Is this system more trusting of people than it should be? Probably. Does that mean you're allowed to snoop on other people's documents -- nope.
The humans who administer the server have agency. They went and purchased an apparatus for publishing information to the world. They connected it to the world. They pointed it at that information. They turned it on.
A printing press also isn’t sentient and can’t guess whether its operators really mean to share every sentence on the plate. But browsers and readers of printed materials (that are left in public places) have no obligations to the publisher’s state of mind. Why should browsers of digital materials?
> This is more like someone giving you key to a filing cabinet in order to retrieve some documents
No. It's like someone asking you what you need, you telling them "I want all my documents and the ones from my neighbours because I feel like it", and them proceeding to hand you everything you asked for neatly collected in a folder.
You’re still ascribing agency and authority to a fancy vending machine. The server has absolutely zero authority to grant you authorization to the documents. It can only grant you access. The servers are not representatives of the government or the site-owners, they are just machines. And just because the vending machine is broken and works without you paying doesn’t make it not stealing.
The fact that the server cannot make decisions that were not predetermined is exactly why the responsibility for its behaviour lies with the people running it. They make the rules, they are the ones whose job it is to read the manual. And when someone makes a technically valid request (instead of, say, SQL injection attacks) it's not the user's fault for an incorrect response. They might not even be aware that they're not allowed to do a specific request: it's reasonable to assume IDs in the URL are not sensitive information, as URLs are public and unprotected by default.
Of course it's on the user if they know they're not supposed to have access to some info and they use it to their advantage regardless. If they're a nice person they'll even report the issue (though less likely after news like this).
> just because the vending machine is broken and works without you paying doesn’t make it not stealing
So if it's broken and doesn't work despite me paying, does that make my payment a donation? No.
Though it probably is theft if I knowingly abuse the error for profit.
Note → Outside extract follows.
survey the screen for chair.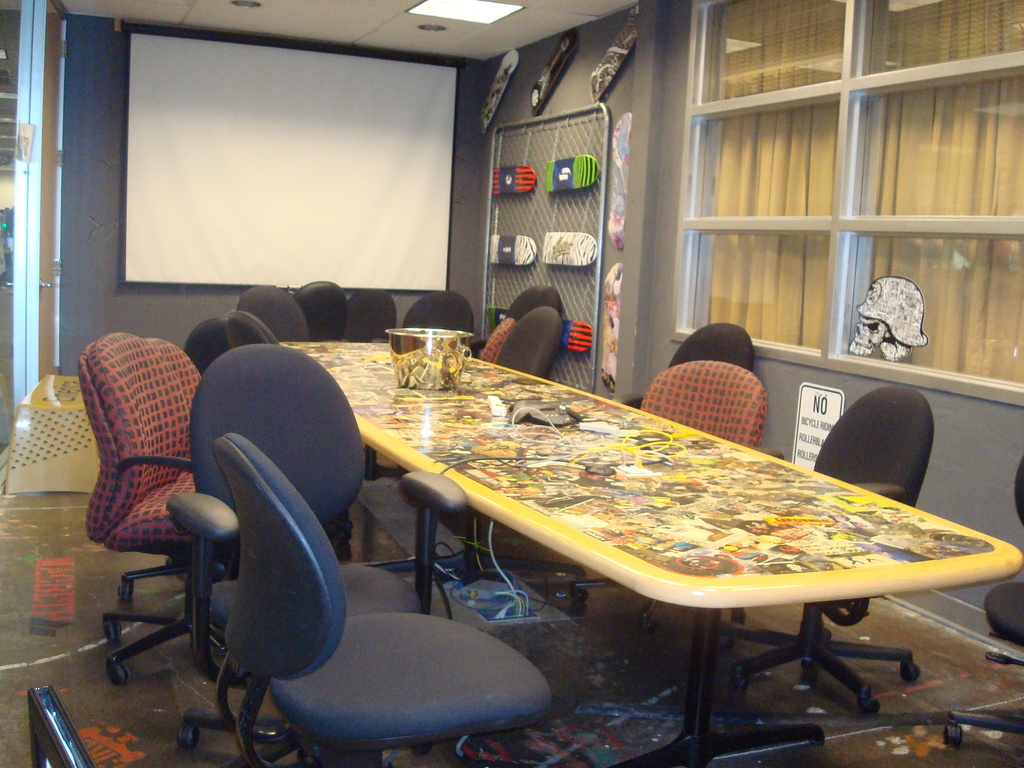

I feel like I'm taking crazy pills here. We're specifically talking about someone who knew that they weren't supposed to access other business' data and did purposefully for their own gain. How is that not abusing the error for profit?
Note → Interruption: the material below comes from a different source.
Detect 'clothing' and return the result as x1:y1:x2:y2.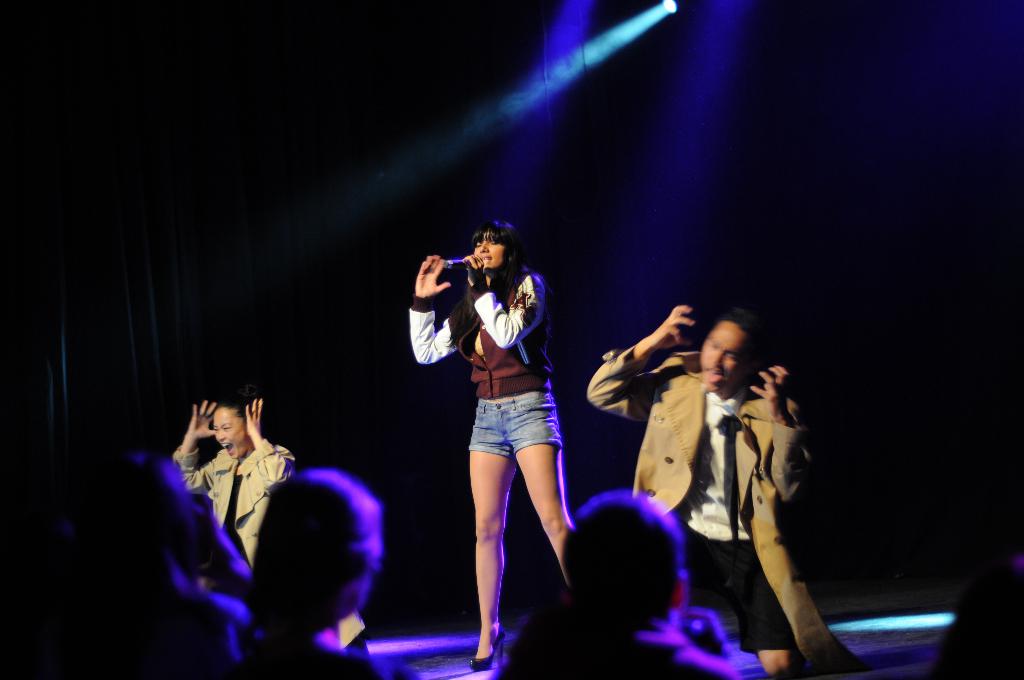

Like you can say "URLs aren't sensitive by default" up until the guy admits that he knows it's an error and he's accessing the private data he's not supposed to see. That changes the situation completely.
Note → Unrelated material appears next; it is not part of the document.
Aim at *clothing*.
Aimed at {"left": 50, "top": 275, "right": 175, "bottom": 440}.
Right. The server is not liable. The people who set up the server to serve application data for every client to any client is.
Just like the IRS admin assistant in the example was, the agent to cause the transfer. The filing cabinet/server is not the agent, simply the repository responding to the system and practices in place.
But this is assuming that the server has more agency than it does.
No, it merely assumes the server is acting on authority of the organization identified by the domain name. It doesn't assume agency, only representation.
Which also seems nuts. Like they’re servers. How anyone assumes that some Ruby code can be acting as an authoritative representative of the government is silly.
Yes, how could anyone assume that the ATM down the street can be acting as an authoritative representative of your bank when you insert your card? That's just silly.
But that’s exactly right! It’s not. If the machine has a bug and reports the wrong balance or gives you too much or not enough money on withdrawals it’s explicitly not authoritative and you can get it corrected by an actual representative of the bank.
If you give me the key to the files and don’t explicitly forbid me then it certainly does mean I’m “allowed” to look at the documents. You literally and explicitly just allowed me to do so by granting me access.